When Ethel Wilson published her first novel, Hetty Dorval, in 1947, she was nearly sixty years old. With her following books, she established herself as British Columbia's most distinguished fiction writer and one of Canada's best loved and most studied authors. Although she enjoyed and even encouraged her reputation as an unambitious latecomer who wrote for her own pleasure, she was, as David Stouck reveals in this book, a person who took her writing very seriously. Drawing on the Wilson papers held at the University of British Columbia, Stouck provides an important survey of Wilson's talents while at the same time offering the fullest biography of the author to date.




The Thomas Chandler Haliburton Symposium


Book Description

Thomas Chandler Haliburton was perhaps the only Canadian writer whose name was a household word in nineteenth-century Canada. The ten papers in this volume reappraise the historical, geographical, political and literary contexts within which Haliburton lived and worked. His letters, his historical books, the Club papers and Sam Slick sketches are all included in these valuable and lively criticisms. Published in English.







Major Canadian Authors


Book Description

Canadian literature in English presents a wealth of imaginative experience that belies the colonial status sometimes accorded the world?s second-largest country. This revised and expanded edition of Major Canadian Authors provides an entrance into that realm. Stouck?s carefully integrated essays introduce the life and writings of eighteen foremost Canadian authors, including Robertson Davies, Margaret Laurence, Sinclair Ross, and Alice Munro.

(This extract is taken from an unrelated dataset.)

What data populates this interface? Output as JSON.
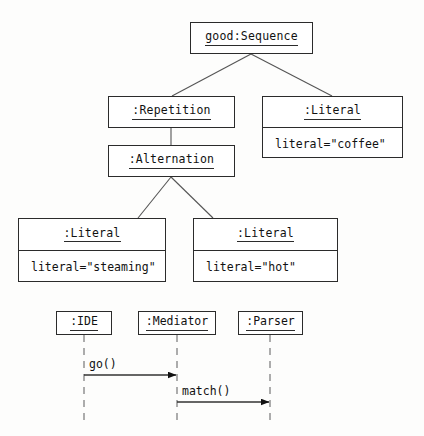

The second edition adds a new chapter on Margaret Atwood, updates the text, and expands the reference guide to include more than sixty Canadian authors.




The Canadian Short Story


Book Description

Beginning in the 1890s, reaching its first full realization by modernist writers in the 1920s, and brought to its heyday during the Canadian Renaissance starting in the 1960s, the short story has become Canada's flagship genre. It continues to attract the country's most accomplished and innovative writers today, among them Margaret Atwood, Mavis Gallant, Alice Munro, Carol Shields, and many others. Yet in contrast to the stature and popularity of the genre and the writers who partake in it, surprisingly little literary criticism and theory has been devoted to the Canadian short story. This collection redresses that imbalance by providing the first collection of critical interpretations of a range of thirty well-known and often-anthologized Canadian short stories from the genre's beginnings through the twentieth century. A historical survey of the genre introduces the volume and a timeline comparing the genre's development in Canada, the US, and Great Britain via representative examples completes it. The collection is geared both to specialists in and to students of Canadian literature. For the latter it is of particular benefit that the volume provides not only a collection of interpretations, but a comprehensive introduction to the history of the Canadian short story. Reingard M. Nischik is professor and chair of American Literature at the University of Constance, Germany.




Dominant Impressions


Book Description

Canadian critics and scholars, along with a growing number from around the world, have long recognized the achievements of Canadian short story writers. However, these critics have tended to view the Canadian short story as a historically recent phenomenon. This reappraisal corrects this mistaken view by exploring the literary and cultural antecedents of the Canadian short story.




Worlds of Wonder


Book Description

Grade level: 10, 11, 12, i, s, t.




Margaret Laurence


Book Description

This book highlights the accomplishments of one of Canada's most acclaimed and beloved fiction writers, Margaret Laurence. The essays in this collection explore her body of work as well as her influence on young Canadian writers today.




Bolder Flights


Book Description

A growing number of literary historians and critics now recognize the contemporary long poem as a distinctively Canadian genre. This collection of essays leads the reader to a deeper understanding of Canadian literary cultures in terms of their local intimacies and idiosyncrasies as well as in their national contexts. Published in English.